Learning The Amazon Way 

Apurv Kulkarni saw the value Amazon places on customer experience this summer while interning for the e-commerce company. 

Now he’s set to return as a full-time employee.  

Kulkarni will return to Amazon in late January, when he will become an operation manager and part of the company’s pathways program, a five-year operations leadership development program designed to rapidly advance talented masters-level graduates to become general managers, directors, and vice presidents.  

Apurv Kulkarni

Kulkarni credited Northwestern's Master of Engineering Management (MEM) program for helping him secure his new role.  

“My time at MEM helped me become a better version of myself,” said Kulkarni, who is on track to graduate from the MEM program in December. “I was able to leverage my learnings and apply them toward my internship.”  

During that internship, Kulkarni saw first-hand Amazon’s culture of putting the customer first. The company touts an environment where every decision is based on what creates a more seamless experience for the customer.  

As an intern, Kulkarni embraced that mindset and helped alter a process at an Amazon sort center that improved key metrics focused on delivery speed and will save the company money. 

Part of what enabled him to have that impact was thanks to how his colleagues viewed him, a reality that played into his decision to join the company full time. 

“I was fortunate enough that everyone treated me like an employee and not an intern,” Kulkarni said. “The support I received from my colleagues, the trust my site leader put in my abilities, the decisions that were taken, and how they had an impact on the customer experience played a crucial role in me accepting a full-time role from Amazon.” 

In that full-time role, Kulkarni will lead teams of 300 to 500 members and will focus on driving improvements in operations processes, assisted by technology and engineering teams across the company. He said MEM’s focus on fostering collaboration meshes nicely with the culture of his new employer.  

MEM gives a wide range of opportunities to work along with different people on projects,” he said. “Such an experience paves a way for developing multiple soft skills in terms of communication, punctuality, accountability, critical thinking, and leadership.”  

That was especially important for Kulkarni, who hails from India and who was unfamiliar with American workplace culture prior to his Amazon experience. He said having an internship as part of the MEM program was one of the key factors he used when deciding to become a part of the cohort.  

The makeup of the cohort itself — a collection of talented students from varied backgrounds — also played a major role. 

“Northwestern is an ocean full of resources,” Kulkarni said. “I was fortunate enough to be surrounded by my classmates and had the pleasure of knowing a few of them closely. I learned from their experiences and that helped me gain new insights.”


### What you need to do
Copy every line from the data below in which the string "JSON" can be found.

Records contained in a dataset
*****
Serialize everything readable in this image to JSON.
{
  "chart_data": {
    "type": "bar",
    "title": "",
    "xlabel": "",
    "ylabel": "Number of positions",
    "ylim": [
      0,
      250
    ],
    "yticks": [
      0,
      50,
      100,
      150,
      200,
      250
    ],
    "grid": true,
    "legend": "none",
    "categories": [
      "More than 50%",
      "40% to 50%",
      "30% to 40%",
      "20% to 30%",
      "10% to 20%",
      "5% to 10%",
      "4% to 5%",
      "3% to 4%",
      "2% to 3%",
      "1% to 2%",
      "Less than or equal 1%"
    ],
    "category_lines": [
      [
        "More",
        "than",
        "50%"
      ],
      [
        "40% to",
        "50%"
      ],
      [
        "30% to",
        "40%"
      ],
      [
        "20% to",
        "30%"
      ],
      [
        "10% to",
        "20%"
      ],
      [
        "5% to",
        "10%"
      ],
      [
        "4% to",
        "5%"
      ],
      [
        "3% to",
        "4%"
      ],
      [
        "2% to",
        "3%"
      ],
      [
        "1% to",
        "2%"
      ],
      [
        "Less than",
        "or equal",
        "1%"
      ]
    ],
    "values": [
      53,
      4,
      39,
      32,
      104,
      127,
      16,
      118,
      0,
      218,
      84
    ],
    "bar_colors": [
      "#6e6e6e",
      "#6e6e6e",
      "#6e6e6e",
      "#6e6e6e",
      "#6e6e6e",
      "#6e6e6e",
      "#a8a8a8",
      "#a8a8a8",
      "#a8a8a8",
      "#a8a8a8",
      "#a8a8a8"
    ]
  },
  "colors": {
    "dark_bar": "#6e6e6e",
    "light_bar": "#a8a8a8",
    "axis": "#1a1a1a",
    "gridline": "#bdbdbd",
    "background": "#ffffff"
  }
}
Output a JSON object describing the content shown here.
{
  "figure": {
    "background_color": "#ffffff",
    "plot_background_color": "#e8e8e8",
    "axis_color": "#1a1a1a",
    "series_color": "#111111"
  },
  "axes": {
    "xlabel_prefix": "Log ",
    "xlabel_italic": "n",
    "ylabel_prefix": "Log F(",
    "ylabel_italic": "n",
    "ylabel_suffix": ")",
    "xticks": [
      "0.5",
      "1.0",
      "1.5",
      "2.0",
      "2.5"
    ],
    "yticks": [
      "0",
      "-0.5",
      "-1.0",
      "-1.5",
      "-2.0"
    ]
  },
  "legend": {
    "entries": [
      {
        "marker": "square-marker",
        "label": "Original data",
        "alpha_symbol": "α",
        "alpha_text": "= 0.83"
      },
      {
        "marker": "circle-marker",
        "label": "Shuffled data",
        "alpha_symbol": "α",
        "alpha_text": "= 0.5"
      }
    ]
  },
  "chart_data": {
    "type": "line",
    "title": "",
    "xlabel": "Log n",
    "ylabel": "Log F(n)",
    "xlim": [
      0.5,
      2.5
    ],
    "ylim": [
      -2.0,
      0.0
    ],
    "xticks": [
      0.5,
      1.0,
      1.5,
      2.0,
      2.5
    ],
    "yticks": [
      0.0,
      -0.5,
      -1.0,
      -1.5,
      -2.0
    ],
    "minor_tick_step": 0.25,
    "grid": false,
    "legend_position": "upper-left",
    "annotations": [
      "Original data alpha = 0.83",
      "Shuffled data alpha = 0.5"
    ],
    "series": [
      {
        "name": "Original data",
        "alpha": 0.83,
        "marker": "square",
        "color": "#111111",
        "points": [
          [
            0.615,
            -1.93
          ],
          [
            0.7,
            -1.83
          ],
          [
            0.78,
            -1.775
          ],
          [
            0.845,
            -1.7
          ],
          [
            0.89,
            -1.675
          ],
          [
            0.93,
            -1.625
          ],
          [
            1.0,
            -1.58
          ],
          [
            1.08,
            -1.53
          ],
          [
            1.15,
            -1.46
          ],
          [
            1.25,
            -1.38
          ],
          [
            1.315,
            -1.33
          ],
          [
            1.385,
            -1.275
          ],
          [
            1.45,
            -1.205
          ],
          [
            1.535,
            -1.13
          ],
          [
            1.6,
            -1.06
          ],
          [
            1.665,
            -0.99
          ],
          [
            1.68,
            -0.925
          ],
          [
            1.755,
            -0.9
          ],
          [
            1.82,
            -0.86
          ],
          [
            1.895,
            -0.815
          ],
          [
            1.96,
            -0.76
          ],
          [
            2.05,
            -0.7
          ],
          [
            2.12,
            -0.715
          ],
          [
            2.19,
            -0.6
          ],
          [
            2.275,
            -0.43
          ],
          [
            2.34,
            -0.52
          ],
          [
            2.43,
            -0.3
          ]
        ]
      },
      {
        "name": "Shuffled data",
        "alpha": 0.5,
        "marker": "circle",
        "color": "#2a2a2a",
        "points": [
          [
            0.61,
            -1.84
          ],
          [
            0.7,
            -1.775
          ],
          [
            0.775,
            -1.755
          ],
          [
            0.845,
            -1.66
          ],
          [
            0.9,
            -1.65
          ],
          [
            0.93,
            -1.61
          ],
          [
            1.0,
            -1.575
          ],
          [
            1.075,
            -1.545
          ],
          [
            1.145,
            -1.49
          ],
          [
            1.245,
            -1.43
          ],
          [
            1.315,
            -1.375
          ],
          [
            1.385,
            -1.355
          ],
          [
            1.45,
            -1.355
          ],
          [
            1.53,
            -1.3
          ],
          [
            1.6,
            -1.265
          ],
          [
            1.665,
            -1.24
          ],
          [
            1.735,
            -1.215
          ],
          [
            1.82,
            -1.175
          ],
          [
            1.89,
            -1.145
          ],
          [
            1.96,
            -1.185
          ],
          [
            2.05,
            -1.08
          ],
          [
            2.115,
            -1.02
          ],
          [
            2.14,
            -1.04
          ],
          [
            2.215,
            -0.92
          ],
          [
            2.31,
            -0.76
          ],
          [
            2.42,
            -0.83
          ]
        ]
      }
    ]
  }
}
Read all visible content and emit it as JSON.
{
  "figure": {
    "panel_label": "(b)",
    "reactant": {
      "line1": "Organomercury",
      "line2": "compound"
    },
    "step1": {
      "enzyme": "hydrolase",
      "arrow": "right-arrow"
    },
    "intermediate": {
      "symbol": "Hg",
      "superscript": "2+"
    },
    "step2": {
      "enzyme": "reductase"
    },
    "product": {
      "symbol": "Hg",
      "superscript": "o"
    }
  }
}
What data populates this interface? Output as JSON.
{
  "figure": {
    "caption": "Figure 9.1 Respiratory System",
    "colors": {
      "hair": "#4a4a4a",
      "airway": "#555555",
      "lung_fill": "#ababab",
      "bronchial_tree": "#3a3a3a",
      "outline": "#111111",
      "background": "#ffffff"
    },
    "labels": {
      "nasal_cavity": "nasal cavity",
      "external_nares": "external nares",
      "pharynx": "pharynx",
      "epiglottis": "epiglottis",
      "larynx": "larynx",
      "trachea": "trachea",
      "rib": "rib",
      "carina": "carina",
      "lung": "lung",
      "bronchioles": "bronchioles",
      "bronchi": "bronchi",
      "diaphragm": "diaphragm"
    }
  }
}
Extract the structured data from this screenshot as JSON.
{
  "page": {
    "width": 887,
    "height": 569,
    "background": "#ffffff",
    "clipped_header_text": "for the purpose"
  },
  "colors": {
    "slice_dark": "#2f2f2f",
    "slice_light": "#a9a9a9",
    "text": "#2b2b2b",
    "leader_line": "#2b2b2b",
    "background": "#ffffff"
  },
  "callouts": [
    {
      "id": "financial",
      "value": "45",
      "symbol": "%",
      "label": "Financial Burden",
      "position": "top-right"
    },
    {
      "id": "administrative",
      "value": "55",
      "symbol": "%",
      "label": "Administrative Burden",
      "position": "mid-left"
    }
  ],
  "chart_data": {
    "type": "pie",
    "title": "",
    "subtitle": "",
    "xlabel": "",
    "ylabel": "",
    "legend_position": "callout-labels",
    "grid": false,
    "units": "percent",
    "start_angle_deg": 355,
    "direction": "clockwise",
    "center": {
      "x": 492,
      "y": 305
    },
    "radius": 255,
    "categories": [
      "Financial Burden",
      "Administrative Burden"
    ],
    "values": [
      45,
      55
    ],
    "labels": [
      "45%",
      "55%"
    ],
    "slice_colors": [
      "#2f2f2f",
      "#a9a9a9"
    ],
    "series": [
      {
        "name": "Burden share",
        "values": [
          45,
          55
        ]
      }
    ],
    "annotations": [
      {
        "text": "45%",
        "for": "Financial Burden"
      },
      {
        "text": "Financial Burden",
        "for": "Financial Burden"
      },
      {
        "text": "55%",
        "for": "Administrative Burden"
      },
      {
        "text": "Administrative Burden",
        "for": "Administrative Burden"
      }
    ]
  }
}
*****
### Result of this task
Serialize everything readable in this image to JSON.
Output a JSON object describing the content shown here.
Read all visible content and emit it as JSON.
What data populates this interface? Output as JSON.
Extract the structured data from this screenshot as JSON.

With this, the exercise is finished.